I think I am allergic to confrontation. Seriously. It makes me sick.
My hands warm until they are icy cold, and my face flushes. The butterflies flit around in my stomach something akin to Snow White’s woodland paradise. Their wings beat against my insides until my head swims and I can feel the faintest taste of bile rising in my throat. My ears roar, and I detest the tinny sound of my own voice forcing words into the air. The moment feels surreal, as if I were having some sort of paranormal experience. I have these weird thoughts dancing about my head reminding me that this moment actually is a part of my life, reality, and not some out of body experience.
Knowing that I cannot possibly confront someone in such a state, I usually retreat to a private place.

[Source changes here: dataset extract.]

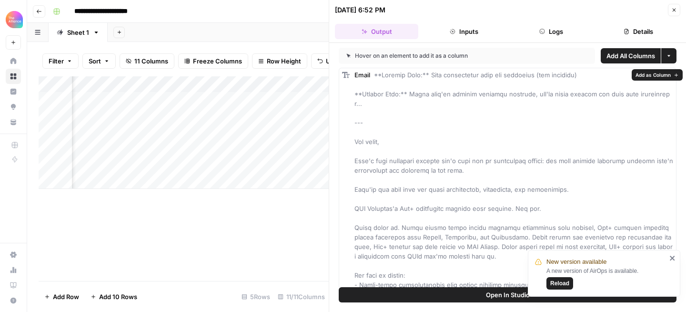  Describe the element at coordinates (657, 75) in the screenshot. I see `button: Add as Column` at that location.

I will rehearse my speech until it sounds polished, well reasoned and eloquent. I will stare down the face in the mirror, and with steely-eyed confidence present my argument. I will present it over and over, ironing out every kink and reasoning through every counter argument.
The problem is that once I have rationalized my case, I suddenly decide it was no big deal. Then, what was planned to be a forty-five minute sit down, becomes a two minute aside. It is then that I am ready.
I see the person, and suddenly my two minute speech even seems to be too aggressive. I end up settling for a quick offhand joke, or a conversational aside said with a pleasant smile. “Hey, next time could you just…. Thanks , I appreciate it.”
Or maybe I will say nothing at all. Maybe, I rationalize, I made much ado about nothing. And so it goes until I am a tortured being, a victim of my own peaceable nature.
Agreed! Confrontations are definitely difficult, as we think so much about the other person, and yet disregard our own happiness. When all that is required is for us to speak our mind. But of of course, it may, and usually, never does come out the right way.
Yeah. And even when it does come out the way we want it, it causes so much relationship awkwardness afterward, you wonder if it was worth it in in the first place.